Scholars have also noted how Watts created a number of works based on Noah and the Flood. Phythian compared this work with The Dove which Returned Not Again (COMWG2007.804, 1877) and After the Deluge (COMWG.145, 1885-1891) while Gould, Underwood, and Jeffries and Macmillan note it is one four works Watts created focusing on the flood [5]. It was to be the first of a trilogy of paintings depicting scenes from the flood similar to the three paintings by J. M. W. Turner The Deluge (c.1805), Shade and Darkness – the Evening of the Deluge (1843), and Light and Colour (Goethe’s Theory) – the Morning after the Deluge – Moses Writing the Book of Genesis (1843), and John Martin’s (1789-1854) The Eve of the Deluge (1840, RCT), The Deluge (1834, YCBA), and The Assuaging of the Waters (1840, FAMS) [6].

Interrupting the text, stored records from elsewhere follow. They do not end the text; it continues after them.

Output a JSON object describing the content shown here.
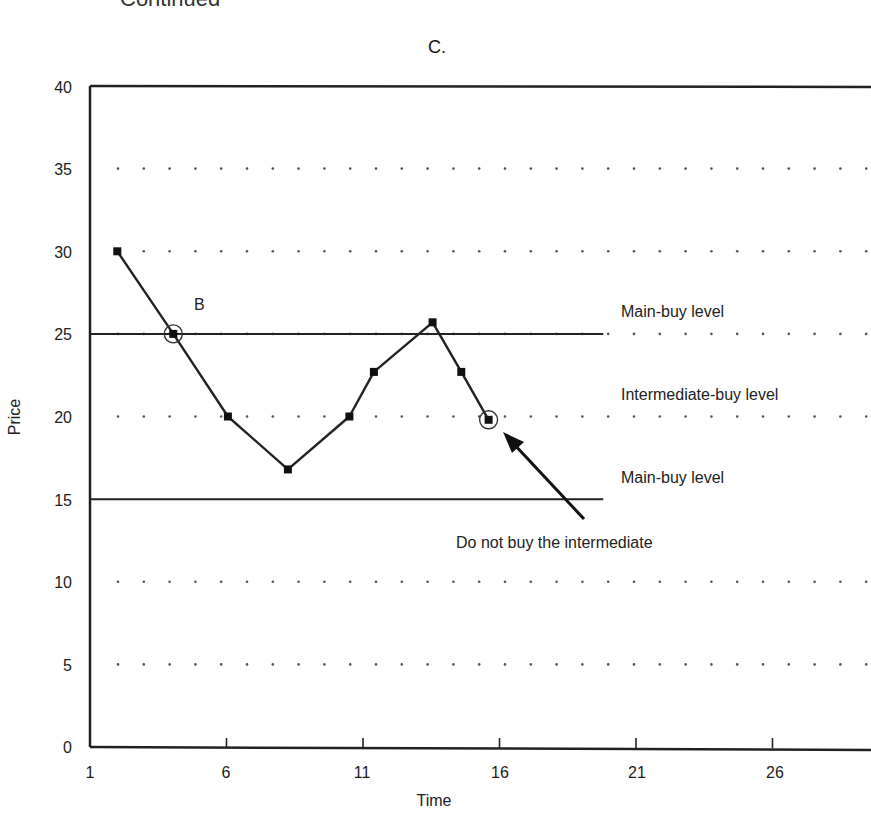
{
  "header": {
    "continued_label": "Continued",
    "panel_title": "C."
  },
  "chart_data": {
    "type": "line",
    "title": "C.",
    "xlabel": "Time",
    "ylabel": "Price",
    "xlim": [
      1,
      30
    ],
    "ylim": [
      0,
      40
    ],
    "x_ticks": [
      1,
      6,
      11,
      16,
      21,
      26
    ],
    "y_ticks": [
      0,
      5,
      10,
      15,
      20,
      25,
      30,
      35,
      40
    ],
    "grid": "dotted horizontal at 5, 10, 20, 25, 30, 35",
    "series": [
      {
        "name": "Price",
        "marker": "square",
        "x": [
          2.0,
          4.05,
          6.05,
          8.25,
          10.5,
          11.4,
          13.55,
          14.6,
          15.6
        ],
        "values": [
          30,
          25,
          20,
          16.8,
          20,
          22.7,
          25.7,
          22.7,
          19.8
        ]
      }
    ],
    "reference_lines": [
      {
        "label": "Main-buy level",
        "y": 25,
        "x_start": 1,
        "x_end": 19.8
      },
      {
        "label": "Main-buy level",
        "y": 15,
        "x_start": 1,
        "x_end": 19.8
      }
    ],
    "annotations": [
      {
        "text": "B",
        "x": 5.0,
        "y": 26.5,
        "note": "circled point at (4.05, 25)"
      },
      {
        "text": "Main-buy level",
        "x": 20,
        "y": 26.2
      },
      {
        "text": "Intermediate-buy level",
        "x": 20,
        "y": 21.2
      },
      {
        "text": "Main-buy level",
        "x": 20,
        "y": 16.2
      },
      {
        "text": "Do not buy the intermediate",
        "x": 14,
        "y": 12.4,
        "arrow_to": [
          15.8,
          19.2
        ]
      }
    ]
  },
  "labels": {
    "b": "B",
    "main_buy_upper": "Main-buy level",
    "intermediate": "Intermediate-buy level",
    "main_buy_lower": "Main-buy level",
    "do_not_buy": "Do not buy the intermediate",
    "xlabel": "Time",
    "ylabel": "Price",
    "y_ticks": [
      "0",
      "5",
      "10",
      "15",
      "20",
      "25",
      "30",
      "35",
      "40"
    ],
    "x_ticks": [
      "1",
      "6",
      "11",
      "16",
      "21",
      "26"
    ]
  },
  "colors": {
    "line": "#222222",
    "marker": "#111111",
    "grid_dot": "#555555",
    "axis": "#222222"
  }
}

Frederick Hollyer trained as an engraver, but moved to photography and was elected as a member of the Photographic Society of London in 1865. Initially known for creating cartes de visite Hollyer moved to Kensington in 1870 where famous painters such as Lord Leighton and G.F. Watts lived at the time. In addition to taking portraits, by the 1870s Hollyer became known for creating photographic reproductions of works by contemporary artists such as Rosetti, Watts, Burne-Jones, Solomon, and Leighton. These reproductions sold well and helped to popularize many artists and their works in exhibition catalogues and books and the Victoria and Albert Museum gave Hollyer permission to photograph and sell photographic copies of paintings in the collection [7].
Footnotes:
[1] Mary Watts, Catalogue of Works by G.F. Watts, p. 38.
[2] Veronica Franklin Gould, Hilary Underwood, and Richard Jeffries, “71. The Return of the Dove, oil, 1868-69.” The Vision of G F Watts (ed. Veronica Franklin Gould), page 75.
[3] Veronica Franklin Gould, Hilary Underwood, and Richard Jeffries, “71. The Return of the Dove, oil, 1868-69.” The Vision of G F Watts (ed. Veronica Franklin Gould), page 75.
[4] Hugh Macmillan, The Life-work of George Frederick Watts, R.A., page 152.
[5] John Ernest Phythian, George Frederick Watts, page 135, Veronica Franklin Gould, Hilary Underwood, and Richard Jeffries, “71. The Return of the Dove, oil, 1868-69.” The Vision of G F Watts (ed. Veronica Franklin Gould), page 75, Hugh Macmillan, The Life-work of George Frederick Watts, R.A., pages 150-154.
[6] See also Turner’s The Evening of the Deluge (c. 1843, NGA).
[7] Frederick Hollyer- Life and Work Accessed 23 February 2024.